5.10.2009

Falling- A Mother's Day Post

By the time I was three, my grandparents wanted to buy me a helmet. Not for riding my bike, or any other normal kid thing, but for walking around the house. I was such a reckless, fearless child that it's a wonder I didn't break a bone until I was seventeen, well, at least not my own. My grandparents almost had my dad convinced, if not for my mom, their daughter, who single handedly saved me from the later embarrassment of non-required-protective-headgear.

I think it was her earliest effort in passing on the value of risk-taking that had been all-but-squashed in her own youth. My mom was the third of six siblings growing up on the south side of Chicago. She had only one brother, who was two years older than her. As was usually the case in situations from that time, he got all the benefits because he was the boy, and the sisters were left to be more creative in their achievements. My mother always made good grades, and combined with a loyal work history to a local drugstore chain, was awarded a full-ride scholarship in 1968 to study pharmacy at a state college. Upon hearing, my grandfather told her to give back the scholarship so a boy could have it. When she refused, he disowned her, and kicked her out of the house, and she went off to Western Illinois University in rural Macomb.

It was here, that she really learned to fall. My mother fell in and out of love. She fell out of her pharmacology program in favor of English Education. But most of all, she learned to fall, in the breech position, out of an airplane.

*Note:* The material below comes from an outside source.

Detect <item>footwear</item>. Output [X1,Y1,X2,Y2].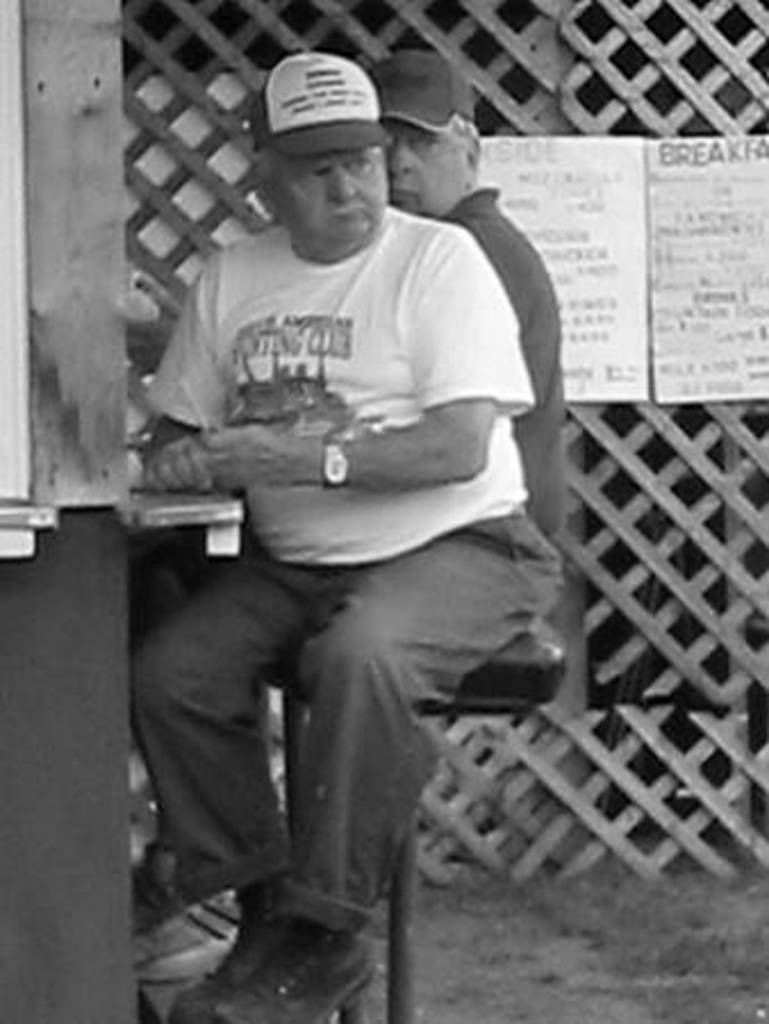
[127,837,282,978].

Shortly after taking up skydiving, packing the shoots of other jumpers so she could go for free, my grandmother finally convinced my grandfather to visit the school, just to see what their lost daughter was up to. It was a surprise visit, so when my mom's roommate directed them to the airfield, and they found my mom about to go up, she was totally unprepared to explain her risk-taking. Not wanting to delay the flight schedule, with my grandmother in tears and hysterics, my mom jumped in the plane, went up, came down, and was back on the ground in half an hour. Her mom was horrified, but my grandfather just laughed. He wouldn't admit it until about twenty years later, but I think that's when he knew he was wrong. Grounded by bad eyes, he had always wanted to fly.

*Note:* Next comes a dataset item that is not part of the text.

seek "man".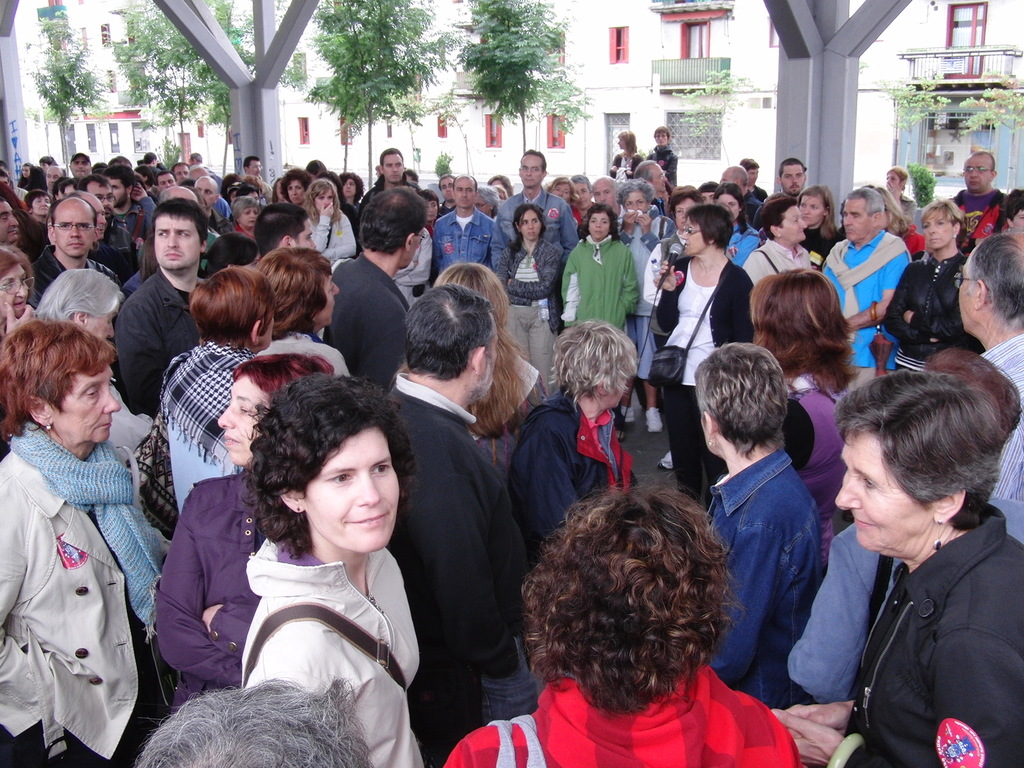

My mom's skydiving came to an end on her forty-second jump. She was with a group jump, and they all got caught in an updraft. Everyone went in one direction and she was blown the other. She crash-landed in a bean field, shattering both of her knees. The ground crew went looking in the direction everyone else had gone, all uninjured, and my mother army-crawled on her elbows for an hour to a near by runway where she was almost run over my an ambulance that then backed up and picked her up.

Even in the hospital, with her my grandmother in tears again, begging her to come home, my mom asserted her independence again chose to chance it on her own with two full hip to ankle casts.

She fell, and was indeed worse for the wear. But refusing to miss out on her life a few weeks later, my mother, on crutches, with a jug of wine in a backpack, made her way to a party. There she met a recreational body builder with degrees in kinesthetics and coaching, into whose care her doctor eventually released her for physical therapy. And whom she eventually married and had two violently, reckless daughters with.

I am sure it wasn't always easy watching me stumble around the house, hitting my head, and arms, and knees on everything. Especially when I took to wrapping my blankie around my head over my eyes to prove how well I knew the house. 5, 6, 7 stairs, crash, ok, so it was 8.

When my sister and I took up horse jumping, she sat in the stands every week wringing her hands, but still cheering. Once my sister took a particularly bad fall at a show that happened to be on Mother's Day. She split open her side, duct taped it shut, and went on to win the only trophy of her riding career. She doesn’t say so, but I think it is one of my mom’s favorite Mother’s Day memories.

She clearly knew there was some lesson in falling.

Part of jumping is the falling, sometimes it’s the best part, the entire reason you jump in the first place. You give yourself to the wind just to see what happens and where it will take you. And sometimes, you even land on your feet.